Nothing more remains than to point out the processes by

which this measure is obtained. We have sometimes seen upon the sea-coast a vessel sailing from the shore; at first the whole is visible; but as it recedes it seems to sink into the horizon; the hull first disappears, then its lower sails, then the tops of its masts; and lastly, it totally vanishes. This arises from the convexity of the earth, which intervenes between the vessel and the spectator. At the same time, those who are on board observe a similar phenomenon. They first lose sight of the shore, then of the houses, then of the towers, then of the mountains, till at last they find themselves surrounded by the horizon of the sea. This progressive sinking, which they remark in receding from the shore, we may also perceive in the celestial constellations, in travelling upon the earth from north to south, or from south to north. The north pole and the stars which surround it sink towards the horizon as we advance to the south; on the contrary, it rises if we return. All the stars partake of these changes of elevation, which are caused only by our change of place. By measuring with care their meridian altititude above the horizon of each place, we ascertain the num ber of degrees this altitude has changed for the distance we have travelled on the same meridian; and as from the immense distance of the stars all the visual rays which proceed from them to every point of the earth at the same instant form no appreciable angle, it follows that the angle so observed, is really nothing but the mutual inclination of the horizons of the two places to which the observer has transported himself upon the same meridian, or in other words, it is the angle comprised between the vertical drawn in these two places perpendicularly to the surface of the earth.
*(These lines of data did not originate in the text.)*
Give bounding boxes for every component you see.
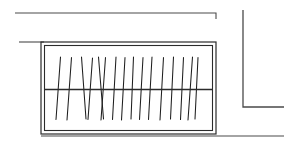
hatch-line-2 [67,58,72,121]
hatch-lines-group [56,57,198,120]
hatch-line-11 [149,57,153,120]
hatch-line-16 [195,58,198,120]
hatch-line-7 [113,57,117,120]
hatch-line-10 [140,58,144,120]
reference-lines-group [15,10,284,136]
hatch-line-5 [99,57,104,119]
top-extension-line [15,13,216,19]
technical-drawing-svg [0,0,284,145]
hatch-line-8 [122,58,126,121]
hatch-line-4 [88,58,93,120]
right-vertical-extension-line [243,10,284,107]
hatch-line-14 [181,58,184,120]
hatch-line-1 [56,57,61,120]
hatch-line-3 [82,57,87,119]
hatch-line-12 [160,58,164,121]
hatch-line-13 [171,57,174,119]
hatch-line-9 [131,57,134,119]
hatch-line-15 [188,57,193,120]
drawing-canvas [0,0,284,145]
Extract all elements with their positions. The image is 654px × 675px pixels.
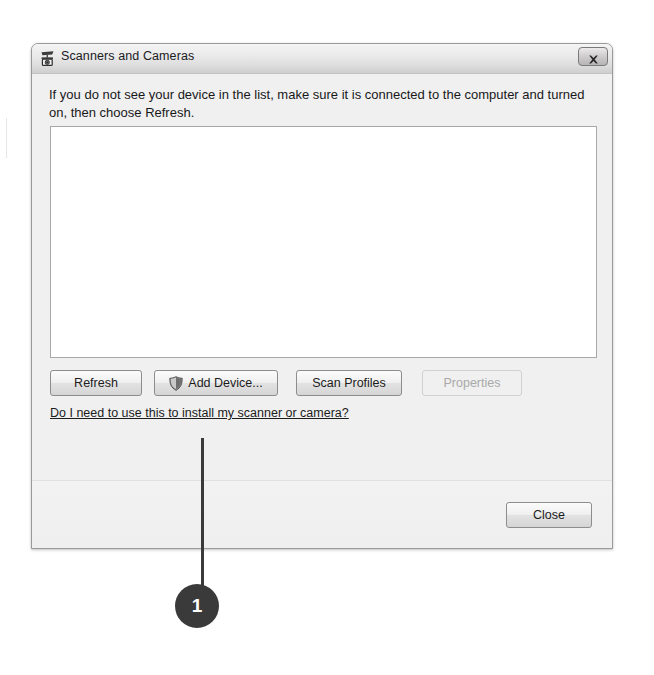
dialog-footer: Close	[32, 480, 612, 548]
instruction-text: If you do not see your device in the lis…	[49, 86, 597, 121]
close-window-button[interactable]	[578, 47, 608, 66]
action-button-row: Refresh Add Device... Scan Profiles Prop…	[50, 370, 597, 396]
refresh-button[interactable]: Refresh	[50, 370, 142, 396]
properties-button: Properties	[422, 370, 522, 396]
device-list[interactable]	[50, 126, 597, 358]
scanners-and-cameras-dialog: Scanners and Cameras If you do not see y…	[31, 43, 613, 549]
close-x-icon	[587, 51, 600, 62]
scan-profiles-button-label: Scan Profiles	[312, 376, 386, 390]
scanner-camera-icon	[39, 50, 56, 67]
add-device-button-label: Add Device...	[188, 376, 262, 390]
refresh-button-label: Refresh	[74, 376, 118, 390]
help-link[interactable]: Do I need to use this to install my scan…	[50, 406, 349, 420]
scan-profiles-button[interactable]: Scan Profiles	[296, 370, 402, 396]
add-device-button[interactable]: Add Device...	[154, 370, 278, 396]
callout-badge-1: 1	[175, 584, 219, 628]
dialog-client-area: If you do not see your device in the lis…	[32, 74, 612, 548]
window-titlebar: Scanners and Cameras	[32, 44, 612, 74]
callout-leader-line	[201, 438, 204, 590]
window-title: Scanners and Cameras	[61, 49, 194, 63]
uac-shield-icon	[169, 376, 183, 391]
properties-button-label: Properties	[444, 376, 501, 390]
page-edge-line	[6, 118, 7, 158]
close-button[interactable]: Close	[506, 502, 592, 528]
close-button-label: Close	[533, 508, 565, 522]
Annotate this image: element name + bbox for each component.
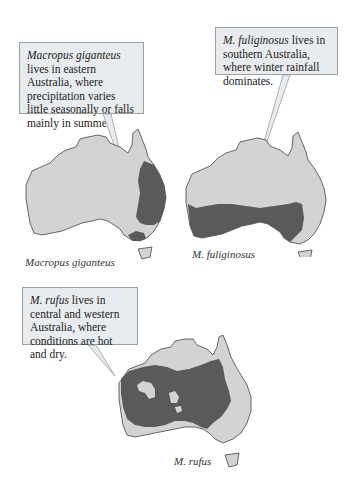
caption-rufus: M. rufus bbox=[174, 455, 211, 467]
australia-map-rufus bbox=[115, 335, 265, 475]
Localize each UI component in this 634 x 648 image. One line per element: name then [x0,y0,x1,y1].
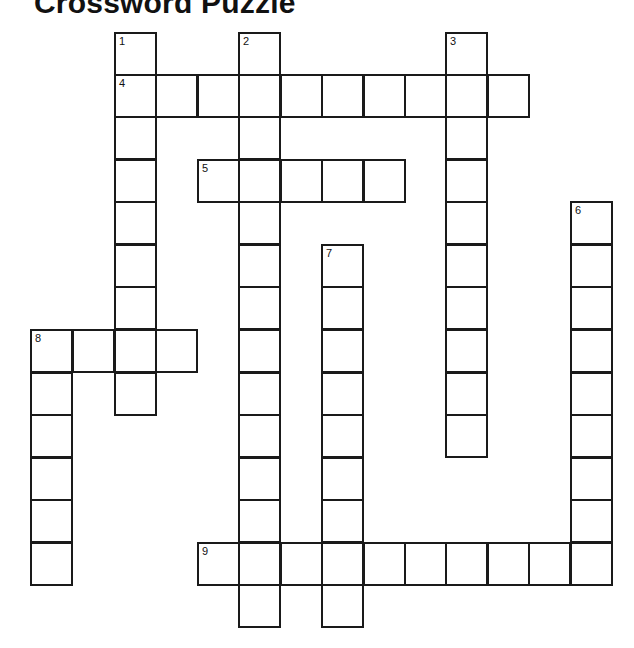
crossword-cell[interactable] [570,372,613,416]
crossword-cell[interactable] [238,329,281,373]
crossword-cell[interactable] [404,74,447,118]
clue-number: 9 [202,546,208,557]
crossword-cell[interactable] [321,457,364,501]
clue-number: 8 [35,333,41,344]
crossword-cell[interactable] [321,542,364,586]
crossword-cell[interactable] [321,584,364,628]
crossword-cell[interactable] [238,74,281,118]
crossword-cell[interactable] [321,414,364,458]
crossword-cell[interactable] [445,372,488,416]
clue-number: 4 [119,78,125,89]
clue-number: 3 [450,36,456,47]
crossword-cell[interactable]: 4 [114,74,157,118]
crossword-cell[interactable] [238,116,281,160]
crossword-cell[interactable] [238,414,281,458]
crossword-cell[interactable] [30,372,73,416]
crossword-cell[interactable] [363,542,406,586]
crossword-cell[interactable]: 3 [445,32,488,76]
crossword-cell[interactable] [114,201,157,245]
crossword-cell[interactable] [114,329,157,373]
crossword-cell[interactable] [155,329,198,373]
crossword-cell[interactable] [404,542,447,586]
crossword-cell[interactable] [238,372,281,416]
crossword-cell[interactable] [445,244,488,288]
crossword-cell[interactable] [363,159,406,203]
crossword-cell[interactable] [280,159,323,203]
crossword-cell[interactable] [570,542,613,586]
crossword-cell[interactable] [30,499,73,543]
crossword-cell[interactable] [238,159,281,203]
crossword-cell[interactable] [238,499,281,543]
crossword-cell[interactable] [114,116,157,160]
crossword-cell[interactable] [487,74,530,118]
crossword-cell[interactable] [570,414,613,458]
crossword-cell[interactable]: 9 [197,542,240,586]
crossword-cell[interactable] [114,286,157,330]
crossword-cell[interactable] [570,329,613,373]
crossword-cell[interactable] [570,286,613,330]
crossword-cell[interactable] [321,499,364,543]
crossword-cell[interactable] [321,286,364,330]
crossword-cell[interactable] [238,286,281,330]
crossword-cell[interactable]: 5 [197,159,240,203]
crossword-cell[interactable] [197,74,240,118]
crossword-cell[interactable] [30,414,73,458]
clue-number: 5 [202,163,208,174]
clue-number: 2 [243,36,249,47]
crossword-cell[interactable] [445,414,488,458]
crossword-cell[interactable] [238,542,281,586]
clue-number: 1 [119,36,125,47]
crossword-cell[interactable] [280,74,323,118]
crossword-cell[interactable] [280,542,323,586]
crossword-cell[interactable] [72,329,115,373]
crossword-cell[interactable] [445,542,488,586]
crossword-cell[interactable] [570,457,613,501]
crossword-cell[interactable] [445,286,488,330]
crossword-cell[interactable] [445,201,488,245]
crossword-cell[interactable] [363,74,406,118]
crossword-cell[interactable]: 6 [570,201,613,245]
crossword-cell[interactable] [570,244,613,288]
crossword-cell[interactable] [321,74,364,118]
crossword-cell[interactable] [114,244,157,288]
crossword-cell[interactable]: 8 [30,329,73,373]
crossword-cell[interactable] [155,74,198,118]
crossword-cell[interactable]: 7 [321,244,364,288]
crossword-cell[interactable] [445,74,488,118]
crossword-cell[interactable] [238,244,281,288]
crossword-cell[interactable] [238,457,281,501]
crossword-cell[interactable] [30,457,73,501]
crossword-cell[interactable] [30,542,73,586]
crossword-cell[interactable] [114,159,157,203]
crossword-cell[interactable] [321,159,364,203]
crossword-cell[interactable]: 1 [114,32,157,76]
crossword-cell[interactable] [445,116,488,160]
clue-number: 6 [575,205,581,216]
crossword-cell[interactable] [321,329,364,373]
crossword-cell[interactable] [445,329,488,373]
crossword-cell[interactable] [445,159,488,203]
crossword-cell[interactable] [321,372,364,416]
crossword-cell[interactable]: 2 [238,32,281,76]
crossword-cell[interactable] [114,372,157,416]
crossword-cell[interactable] [238,584,281,628]
crossword-grid: 142356789 [0,0,634,648]
crossword-cell[interactable] [570,499,613,543]
crossword-cell[interactable] [487,542,530,586]
crossword-cell[interactable] [528,542,571,586]
clue-number: 7 [326,248,332,259]
crossword-cell[interactable] [238,201,281,245]
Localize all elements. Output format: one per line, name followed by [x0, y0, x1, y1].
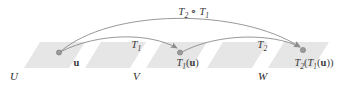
- space-label-v: V: [133, 70, 141, 82]
- composition-operator: ∘: [190, 5, 197, 17]
- composition-diagram: T2∘T1 T1 T2 u T1(u) T2(T1(u)) U V W: [0, 0, 348, 85]
- space-label-u: U: [10, 70, 19, 82]
- composition-label: T2∘T1: [159, 5, 223, 20]
- composition-sub-outer: 2: [184, 11, 188, 20]
- point-u-vector: u: [73, 57, 79, 68]
- composition-sub-inner: 1: [205, 11, 209, 20]
- point-t1u-dot: [177, 50, 182, 55]
- t2t1u-close-paren-outer: ): [330, 57, 334, 69]
- point-u-dot: [56, 50, 61, 55]
- t2-sub: 2: [263, 44, 267, 53]
- point-t2t1u-dot: [300, 47, 305, 52]
- t1u-close-paren: ): [195, 57, 199, 69]
- point-t2t1u-label: T2(T1(u)): [276, 57, 347, 71]
- diagram-canvas: T2∘T1 T1 T2 u T1(u) T2(T1(u)) U V W: [0, 0, 348, 85]
- space-label-w: W: [258, 70, 268, 82]
- point-u-label: u: [55, 57, 92, 68]
- t1-sub: 1: [137, 44, 141, 53]
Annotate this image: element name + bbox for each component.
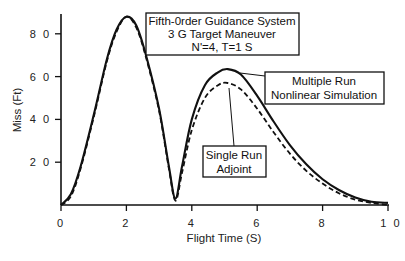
annotation-single-run-line-2: Adjoint (216, 163, 252, 175)
title-line-1: Fifth-0rder Guidance System (148, 15, 295, 27)
x-tick-label: 0 (57, 217, 65, 229)
annotation-single-run-line-1: Single Run (206, 149, 262, 161)
x-ticks: 024681 0 (57, 205, 402, 229)
y-axis-title: Miss (Ft) (11, 87, 23, 132)
annotation-multiple-run-line-2: Nonlinear Simulation (271, 89, 377, 101)
title-line-2: 3 G Target Maneuver (168, 28, 276, 40)
x-axis-title: Flight Time (S) (187, 232, 262, 244)
miss-distance-chart: 2 04 06 08 0 024681 0 Miss (Ft) Flight T… (0, 0, 405, 261)
title-line-3: N'=4, T=1 S (192, 41, 253, 53)
x-tick-label: 2 (122, 217, 130, 229)
annotation-multiple-run-line-1: Multiple Run (292, 75, 356, 87)
x-tick-label: 6 (253, 217, 261, 229)
y-tick-label: 2 0 (30, 156, 51, 168)
x-tick-label: 4 (188, 217, 196, 229)
y-tick-label: 8 0 (30, 28, 51, 40)
y-tick-label: 4 0 (30, 113, 51, 125)
title-box: Fifth-0rder Guidance System 3 G Target M… (146, 13, 299, 55)
annotation-multiple-run: Multiple Run Nonlinear Simulation (240, 72, 384, 104)
y-tick-label: 6 0 (30, 71, 51, 83)
x-tick-label: 1 0 (380, 217, 401, 229)
y-ticks: 2 04 06 08 0 (30, 28, 61, 168)
annotation-single-run: Single Run Adjoint (203, 88, 266, 177)
x-tick-label: 8 (319, 217, 327, 229)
If then we measure also the distance of the two stations upon this same surface, by means of a determined standard of length, which may, for instance, be the toise, we shall know that in the part of the earth where the observation is made, such an angle between the two verticals answers to such a number of toises; so by simple proportion, we deduce the number of toises which correspond to an angle of one degree. This is what astronomers call measuring a degree of the meridian.